Fortunately, this paradigm is shifting rapidly. Knowledge and content are no longer hoarded by Brahmins and doled out to the privileged few. Today, anyone can surf the Internet for immediate access to esoteric content, including items that were Top Secret only a few years ago. Also, the new field of knowledge management is ignoring self-proclaimed experts and collecting and distributing best practices from typical practitioners. In addition, new hires from the Nintendo generation enter the workforce with more computer expertise than their trainers from the earlier generation.

For several years, I have been experimenting with structured-sharing activities that treat adult learners as subject-matter experts who have a wealth of tips, tricks, and shortcuts based on their experience. In a typical structured-sharing activity, you invite people to share their best practices and reward them for doing so. This approach works effectively with interpersonal skills (such as conflict resolution) and technical skills (such as computer programming).

Here's a sample structured-sharing activity called 101 that treats experienced adults as subject-matter experts. You conduct this activity in several rounds that are separated by one or more days. Before the activity begins, randomly recruit a panel of five judges from the pool of participants. During the first round, assemble the participants, identify a topic, and invite everyone to write at least one-and not more than five-practical tips, each on an index card. After 10 minutes, collect all the tips and inform the participants that they will continue playing several rounds of the game until they have generated 101 useful tips. After the players return to their workplace, give the collection of tips to the judges and have them identify the top five tips. The next day, distribute a "gameletter" with copies of all the tips and a Hall of Fame announcement listing the names of the participants who contributed the top five tips.
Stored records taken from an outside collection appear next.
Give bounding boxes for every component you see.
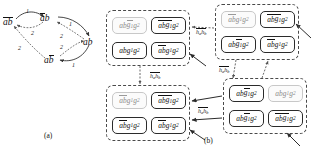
state-cell[interactable]: abg1g2 (229, 110, 264, 127)
transition-label: hahb (150, 73, 160, 80)
state-cell[interactable]: abg1g2 (221, 11, 256, 28)
transition-label: hahb (219, 67, 229, 74)
group-top-left[interactable]: abg1g2abg1g2abg1g2abg1g2 (106, 10, 190, 66)
panel-a-edge-label-0: 1 (26, 8, 29, 14)
transition-label: hahb (198, 108, 208, 115)
state-cell[interactable]: abg1g2 (221, 36, 256, 53)
state-cell[interactable]: abg1g2 (112, 42, 147, 59)
panel-a-node-1: ab (40, 14, 50, 24)
transition-label: hahb (196, 29, 206, 36)
state-cell[interactable]: abg1g2 (151, 92, 186, 109)
state-cell[interactable]: abg1g2 (260, 36, 295, 53)
state-cell[interactable]: abg1g2 (112, 117, 147, 134)
panel-a-node-0: ab (3, 18, 13, 28)
state-cell[interactable]: abg1g2 (151, 17, 186, 34)
state-cell[interactable]: abg1g2 (260, 11, 295, 28)
panel-a-node-2: ab (83, 38, 93, 48)
state-cell[interactable]: abg1g2 (112, 92, 147, 109)
panel-a-edge-label-1: 2 (31, 30, 34, 36)
group-bottom-left[interactable]: abg1g2abg1g2abg1g2abg1g2 (106, 85, 190, 141)
panel-a-edge-label-5: 2 (18, 45, 21, 51)
panel-a-edge-label-2: 1 (69, 21, 72, 27)
state-cell[interactable]: abg1g2 (112, 17, 147, 34)
state-cell[interactable]: abg1g2 (268, 85, 303, 102)
group-top-right[interactable]: abg1g2abg1g2abg1g2abg1g2 (215, 4, 299, 60)
state-cell[interactable]: abg1g2 (151, 42, 186, 59)
caption-b: (b) (204, 137, 213, 145)
panel-a-edge-label-6: 1 (72, 62, 75, 68)
caption-a: (a) (44, 132, 52, 140)
figure-canvas: abababab 1212221 (a) abg1g2abg1g2abg1g2a… (0, 0, 311, 149)
panel-a-edge-label-3: 2 (60, 33, 63, 39)
panel-a-node-3: ab (44, 56, 54, 66)
group-bottom-right[interactable]: abg1g2abg1g2abg1g2abg1g2 (223, 78, 307, 134)
panel-a-edge-label-4: 2 (60, 44, 63, 50)
state-cell[interactable]: abg1g2 (268, 110, 303, 127)
state-cell[interactable]: abg1g2 (151, 117, 186, 134)
state-cell[interactable]: abg1g2 (229, 85, 264, 102)
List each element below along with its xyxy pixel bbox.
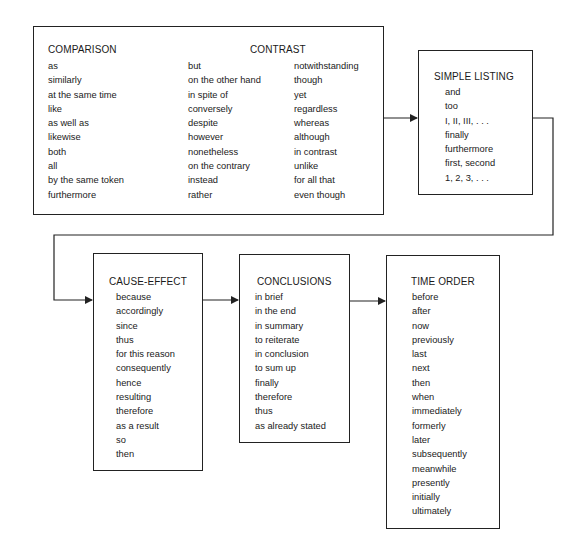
- cause-effect-item: since: [116, 319, 175, 333]
- time-order-list: before after now previously last next th…: [412, 290, 467, 519]
- simple-listing-item: furthermore: [445, 142, 495, 156]
- time-order-item: previously: [412, 333, 467, 347]
- contrast-item: instead: [188, 173, 261, 187]
- contrast-item: rather: [188, 188, 261, 202]
- cause-effect-item: consequently: [116, 361, 175, 375]
- contrast-item: on the contrary: [188, 159, 261, 173]
- comparison-item: likewise: [48, 130, 124, 144]
- conclusions-item: finally: [255, 376, 326, 390]
- cause-effect-heading: CAUSE-EFFECT: [109, 276, 187, 287]
- time-order-item: after: [412, 304, 467, 318]
- cause-effect-item: resulting: [116, 390, 175, 404]
- contrast-item: nonetheless: [188, 145, 261, 159]
- conclusions-item: in brief: [255, 290, 326, 304]
- cause-effect-box: CAUSE-EFFECT because accordingly since t…: [93, 253, 203, 471]
- contrast-item: notwithstanding: [294, 59, 359, 73]
- contrast-item: despite: [188, 116, 261, 130]
- contrast-item: whereas: [294, 116, 359, 130]
- contrast-item: however: [188, 130, 261, 144]
- time-order-item: presently: [412, 476, 467, 490]
- cause-effect-item: hence: [116, 376, 175, 390]
- conclusions-item: in summary: [255, 319, 326, 333]
- time-order-item: formerly: [412, 419, 467, 433]
- simple-listing-item: I, II, III, . . .: [445, 114, 495, 128]
- comparison-item: as well as: [48, 116, 124, 130]
- time-order-item: initially: [412, 490, 467, 504]
- cause-effect-item: because: [116, 290, 175, 304]
- simple-listing-heading: SIMPLE LISTING: [434, 71, 514, 82]
- comparison-item: like: [48, 102, 124, 116]
- contrast-heading: CONTRAST: [250, 44, 306, 55]
- conclusions-item: in the end: [255, 304, 326, 318]
- conclusions-item: as already stated: [255, 419, 326, 433]
- contrast-item: regardless: [294, 102, 359, 116]
- cause-effect-item: then: [116, 447, 175, 461]
- cause-effect-item: thus: [116, 333, 175, 347]
- time-order-item: immediately: [412, 404, 467, 418]
- comparison-item: both: [48, 145, 124, 159]
- contrast-item: conversely: [188, 102, 261, 116]
- comparison-item: by the same token: [48, 173, 124, 187]
- time-order-item: now: [412, 319, 467, 333]
- simple-listing-box: SIMPLE LISTING and too I, II, III, . . .…: [418, 50, 533, 195]
- simple-listing-item: 1, 2, 3, . . .: [445, 171, 495, 185]
- contrast-item: in contrast: [294, 145, 359, 159]
- contrast-list-2: notwithstanding though yet regardless wh…: [294, 59, 359, 202]
- time-order-item: meanwhile: [412, 462, 467, 476]
- contrast-item: even though: [294, 188, 359, 202]
- comparison-contrast-box: COMPARISON as similarly at the same time…: [33, 26, 384, 215]
- conclusions-box: CONCLUSIONS in brief in the end in summa…: [239, 254, 350, 443]
- comparison-item: furthermore: [48, 188, 124, 202]
- conclusions-item: to sum up: [255, 361, 326, 375]
- contrast-item: yet: [294, 88, 359, 102]
- cause-effect-item: accordingly: [116, 304, 175, 318]
- comparison-list: as similarly at the same time like as we…: [48, 59, 124, 202]
- simple-listing-item: and: [445, 85, 495, 99]
- time-order-box: TIME ORDER before after now previously l…: [386, 255, 500, 529]
- time-order-item: last: [412, 347, 467, 361]
- time-order-item: next: [412, 361, 467, 375]
- comparison-item: all: [48, 159, 124, 173]
- comparison-item: similarly: [48, 73, 124, 87]
- contrast-item: though: [294, 73, 359, 87]
- comparison-heading: COMPARISON: [48, 44, 117, 55]
- contrast-list-1: but on the other hand in spite of conver…: [188, 59, 261, 202]
- simple-listing-item: first, second: [445, 156, 495, 170]
- contrast-item: in spite of: [188, 88, 261, 102]
- conclusions-item: therefore: [255, 390, 326, 404]
- time-order-item: then: [412, 376, 467, 390]
- contrast-item: unlike: [294, 159, 359, 173]
- conclusions-list: in brief in the end in summary to reiter…: [255, 290, 326, 433]
- time-order-item: later: [412, 433, 467, 447]
- cause-effect-item: for this reason: [116, 347, 175, 361]
- time-order-item: subsequently: [412, 447, 467, 461]
- contrast-item: although: [294, 130, 359, 144]
- time-order-item: when: [412, 390, 467, 404]
- conclusions-heading: CONCLUSIONS: [257, 276, 331, 287]
- cause-effect-item: as a result: [116, 419, 175, 433]
- simple-listing-item: too: [445, 99, 495, 113]
- contrast-item: but: [188, 59, 261, 73]
- conclusions-item: in conclusion: [255, 347, 326, 361]
- conclusions-item: thus: [255, 404, 326, 418]
- simple-listing-item: finally: [445, 128, 495, 142]
- comparison-item: as: [48, 59, 124, 73]
- time-order-heading: TIME ORDER: [411, 276, 475, 287]
- contrast-item: on the other hand: [188, 73, 261, 87]
- conclusions-item: to reiterate: [255, 333, 326, 347]
- cause-effect-item: so: [116, 433, 175, 447]
- cause-effect-item: therefore: [116, 404, 175, 418]
- time-order-item: before: [412, 290, 467, 304]
- cause-effect-list: because accordingly since thus for this …: [116, 290, 175, 462]
- simple-listing-list: and too I, II, III, . . . finally furthe…: [445, 85, 495, 185]
- time-order-item: ultimately: [412, 504, 467, 518]
- comparison-item: at the same time: [48, 88, 124, 102]
- contrast-item: for all that: [294, 173, 359, 187]
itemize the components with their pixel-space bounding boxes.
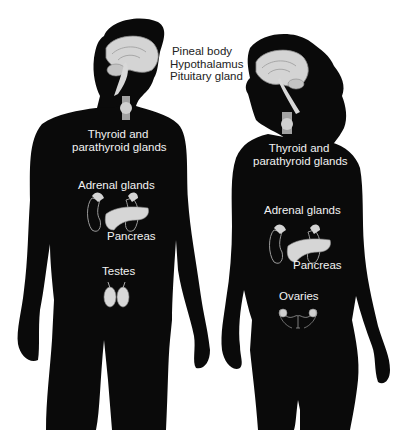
label-pituitary-gland: Pituitary gland	[170, 70, 234, 83]
female-thyroid	[281, 112, 293, 134]
male-pancreas-label: Pancreas	[107, 230, 156, 243]
male-testes-label: Testes	[102, 265, 135, 278]
label-hypothalamus: Hypothalamus	[170, 58, 234, 71]
female-thyroid-label: Thyroid and parathyroid glands	[253, 142, 345, 167]
male-thyroid-label: Thyroid and parathyroid glands	[72, 128, 164, 153]
center-label: Pineal body Hypothalamus Pituitary gland	[170, 45, 234, 83]
label-pineal-body: Pineal body	[170, 45, 234, 58]
male-adrenal-label: Adrenal glands	[78, 179, 155, 192]
female-adrenal-label: Adrenal glands	[264, 204, 341, 217]
female-pancreas-label: Pancreas	[293, 259, 342, 272]
female-ovaries-label: Ovaries	[279, 290, 319, 303]
female-silhouette	[221, 34, 390, 430]
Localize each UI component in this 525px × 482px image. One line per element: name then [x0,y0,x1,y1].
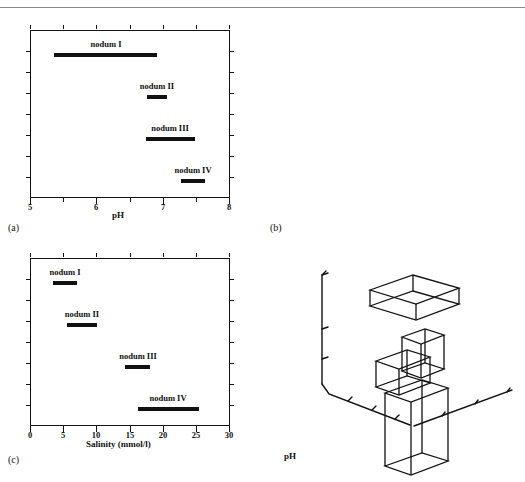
panel-c-ytick [26,300,30,301]
panel-c-xticklabel: 5 [55,430,71,440]
panel-a-xtick-minor [130,198,131,202]
panel-c-top-tick [196,253,197,257]
panel-a-xtick-minor [63,198,64,202]
panel-a-bar-nodum-iii [146,137,195,141]
panel-c-ytick [26,342,30,343]
panel-d-ph-axis-title: pH [284,451,296,461]
panel-a-ytick-right [230,51,234,52]
panel-c-ytick-right [230,279,234,280]
panel-a-xticklabel: 7 [155,202,171,212]
panel-a-top-tick [229,25,230,29]
panel-b-hco3-chart: 0 1 2 3 4 5 6 7 8 HCO3- (mmol/l) nodum I… [262,10,525,242]
panel-a-top-tick [130,25,131,29]
panel-c-ytick-right [230,342,234,343]
panel-a-top-tick [96,25,97,29]
panel-a-barlabel-nodum-i: nodum I [70,39,142,49]
panel-c-ytick [26,279,30,280]
panel-a-ytick [26,72,30,73]
panel-a-top-tick [163,25,164,29]
panel-c-xticklabel: 20 [155,430,171,440]
panel-a-xtick-minor [196,198,197,202]
panel-a-axis-title: pH [112,210,124,220]
panel-a-ytick [26,156,30,157]
panel-c-axis-title: Salinity (mmol/l) [86,439,151,449]
panel-c-ytick-right [230,363,234,364]
panel-a-xticklabel: 8 [221,202,237,212]
panel-c-xticklabel: 25 [188,430,204,440]
panel-a-ytick-right [230,93,234,94]
panel-c-ytick [26,321,30,322]
panel-c-barlabel-nodum-i: nodum I [29,267,101,277]
panel-c-bar-nodum-ii [67,323,97,327]
panel-c-barlabel-nodum-iii: nodum III [102,351,174,361]
panel-c-ytick-right [230,321,234,322]
panel-c-top-tick [96,253,97,257]
panel-a-letter: (a) [8,222,19,233]
panel-c-top-tick [130,253,131,257]
panel-a-ytick-right [230,177,234,178]
panel-c-bar-nodum-i [53,281,77,285]
panel-c-ytick [26,384,30,385]
panel-a-xticklabel: 6 [88,202,104,212]
panel-c-barlabel-nodum-ii: nodum II [46,309,118,319]
panel-a-top-tick [30,25,31,29]
panel-d-box-nodum-i [385,380,448,475]
panel-a-bar-nodum-ii [147,95,167,99]
panel-a-bar-nodum-i [54,53,157,57]
panel-b-letter: (b) [270,222,282,233]
panel-d-box-nodum-iii [402,329,444,378]
panel-c-barlabel-nodum-iv: nodum IV [132,393,204,403]
panel-a-ytick [26,135,30,136]
panel-a-ph-chart: 5 6 7 8 pH nodum I nodum II nodum III no… [0,10,262,242]
panel-a-barlabel-nodum-ii: nodum II [121,81,193,91]
panel-c-bar-nodum-iii [125,365,150,369]
panel-c-salinity-chart: 0 5 10 15 20 25 30 Salinity (mmol/l) nod… [0,242,262,482]
panel-a-ytick [26,114,30,115]
panel-c-ytick [26,363,30,364]
panel-d-3d-svg [262,242,525,482]
panel-c-ytick-right [230,405,234,406]
panel-a-xticklabel: 5 [22,202,38,212]
panel-a-ytick [26,93,30,94]
panel-c-top-tick [63,253,64,257]
panel-a-ytick-right [230,72,234,73]
panel-c-bar-nodum-iv [138,407,199,411]
panel-c-ytick-right [230,300,234,301]
panel-d-box-nodum-iv [370,275,459,320]
panel-a-ytick-right [230,114,234,115]
panel-c-top-tick [30,253,31,257]
panel-d-axes [322,271,512,426]
panel-c-ytick-right [230,384,234,385]
panel-a-barlabel-nodum-iv: nodum IV [157,165,229,175]
panel-c-letter: (c) [8,454,19,465]
panel-a-top-tick [196,25,197,29]
panel-a-barlabel-nodum-iii: nodum III [134,123,206,133]
panel-a-bar-nodum-iv [181,179,205,183]
panel-a-ytick [26,51,30,52]
page-top-rule [0,7,525,8]
panel-a-ytick-right [230,135,234,136]
panel-a-ytick [26,177,30,178]
panel-c-top-tick [229,253,230,257]
panel-d-3d-chart: pH 8 7 6 6 4 2 0 0 10 20 30 Alkalinity (… [262,242,525,482]
panel-c-top-tick [163,253,164,257]
panel-a-top-tick [63,25,64,29]
panel-c-ytick [26,405,30,406]
panel-c-xticklabel: 0 [22,430,38,440]
panel-a-ytick-right [230,156,234,157]
panel-c-xticklabel: 30 [221,430,237,440]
Also distribute instructions for the next round, which invites participants to send more new tips by recalling their personal experience, reading books and journals, or interviewing others. Specify a deadline for the round, collect all new tips, and ask the judges to select the next batch of five top tips. Continue conducting the game for several more rounds until you have collected 101 tips. At this time, ask the judges identify not only the latest batch of the five top tips, but also the best ones among the previous batches. In the last issue of the gameletter, recognize and congratulate the participants who contributed the most tips. Invite everyone to select and implement his or her own set of high-impact tips.

CONCEPT ANALYSIS is another activity in which the learners act as subject-matter experts. In contrast to 101, this activity deals with conceptual knowledge rather than procedural skills. To conduct CONCEPT ANALYSIS, select a fairly ill-defined buzzword such as leadership, empowerment, inclusion, or coaching. Explain that the goal of the activity is to share, discuss, and identify critical features of the concept and to come up different examples. Organize participants into teams and ask them to provide a variety of examples of the selected concept in action, ranging from obvious, clear-cut illustrations to subtle, borderline cases. Ask teams to identify higher-level concepts (such as interaction between two people as a higher-level concept associated with coaching) and lower-level ones (such as giving a pep talk as a lower-level concept associated with coaching). Continue the activity by asking for synonyms (such as counseling and mentoring), antonyms (such as ignoring and punishing), word associations (such as sports and teams), metaphors (such as farming and bringing up children), and graphic representations. Throughout the discussions, keep inviting participants to identify the critical features (which should be shared by all examples of the concept), variable features (which may differ among different examples), and desirable features. At the end of the activity, participants end up with a better understanding of the concept and a common definition.

CONCEPT ANALYSIS, 101, MLT, and EACH TEACH all increase learning effectiveness by following a simple guideline: Don't treat learners as learners all the time.